Friday, October 04, 2002

By Nate Guidry, Post-Gazette Staff Writer

Jane Monheit is the most talked-about jazz vocalist to come along since Diana Krall. She's just as glamorous, too.

Jane Monheit

WHERE: Rosebud, Strip District.

WHEN: 8 tonight.

TICKETS: $16 advance, $18 at the door; 412-323-1919.

ARTIST'S SITE: redmusic.com/jane_card/


Fans can hear her huge pipes tonight when she performs with her group at Rosebud.

Much of the concert will spotlight music from "In the Sun," a new release that deals with music ranging from "Tea for Two," to Irving Berlin's "Cheek to Cheek."

Four years ago, the 24-year-old vocalist was runner-up in the prestigious Thelonius Monk competition, signed a contract with N-Coded Music and began appearing on late-night television with David Letterman and others.

Carpers came out of the woodwork, claiming she was an imitator who sings too close to the melody. But Monheit has taken her detractors in stride even as she continues to mature and carve out her own musical territory.
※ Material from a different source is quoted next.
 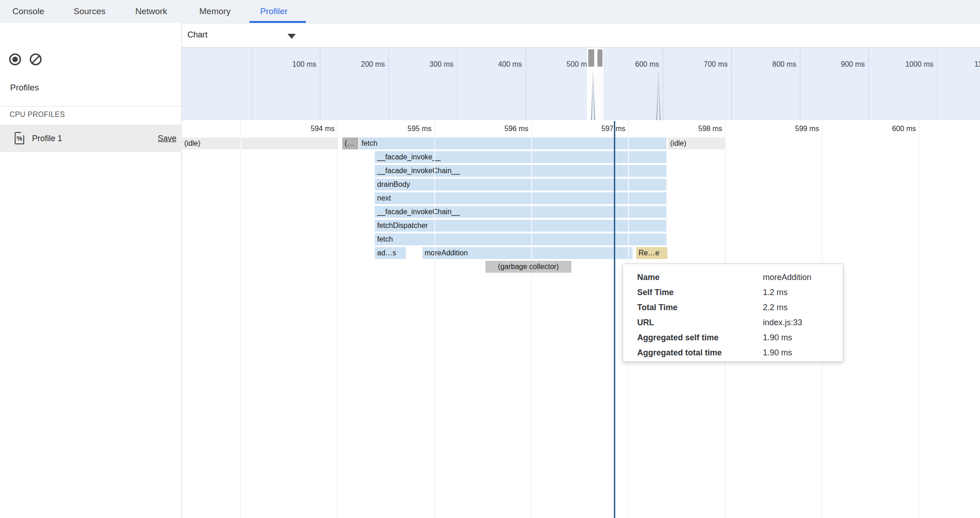 I want to click on tooltip-label: Self Time, so click(x=700, y=292).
"I've been singing as long as I have been talking," said the soft-spoken vocalist from her home in New York. "It was intense growing up in my house. Jazz was the first music I heard. It was the first music I sang."

Monheit grew up on Long Island, the child of musical parents who encouraged her to pursue music. In high school, she played E-flat clarinet and piano and sang. She was involved in theater, and starred in many of the school's plays.
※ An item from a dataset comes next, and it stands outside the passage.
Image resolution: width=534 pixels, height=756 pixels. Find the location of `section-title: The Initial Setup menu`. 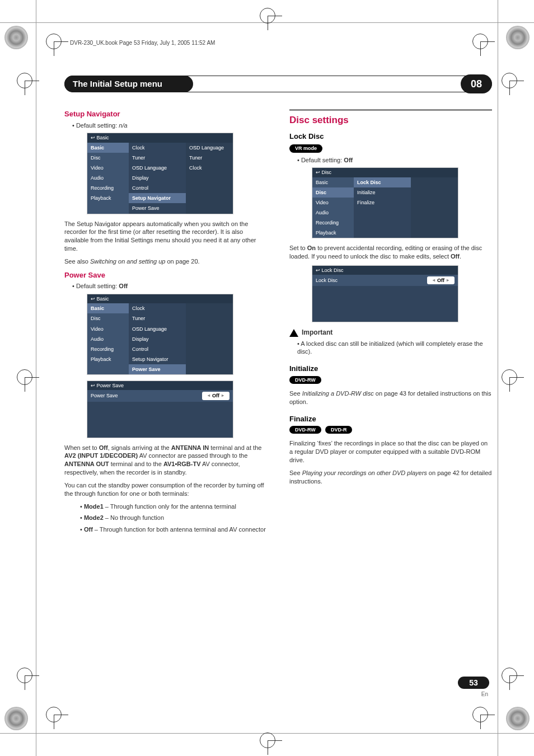

section-title: The Initial Setup menu is located at coordinates (118, 84).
"I really love musical theater," she said. "Jazz and theater were always the two choices for me."

After high school, she enrolled in the prestigious Manhattan School of Music, where she studied voice. When she wasn't studying, she sang for weddings and parties and worked the cabaret scene.

While at Manhattan School of Music, she studied with Peter Eldridge, an original founding member of the New York Voices.

"Before I studied with Peter, I sang with an attitude of constantly providing everything I knew, so I was being overly technical and ignoring the lyric in favor of the harmonies," she said. "Peter stressed paring it down and making musical choices in light of what the lyric was saying. I'm a much better singer because of him -- in terms of making a song mean something."

While in college, Monheit met her husband, Rick Montalbano, who is the drummer in her band. By the late '90s she was signed by the record label N-Coded and released the critically acclaimed "Never Never Land," which was followed by "Come Dream With Me."

Monheit embraces her songs with a sultry, youthful enthusiasm -- not unlike her idol, Ella Fitzgerald -- and over time has gained assertiveness.

"I have a better idea of what I want in my music and I am less afraid to speak up about it," she said.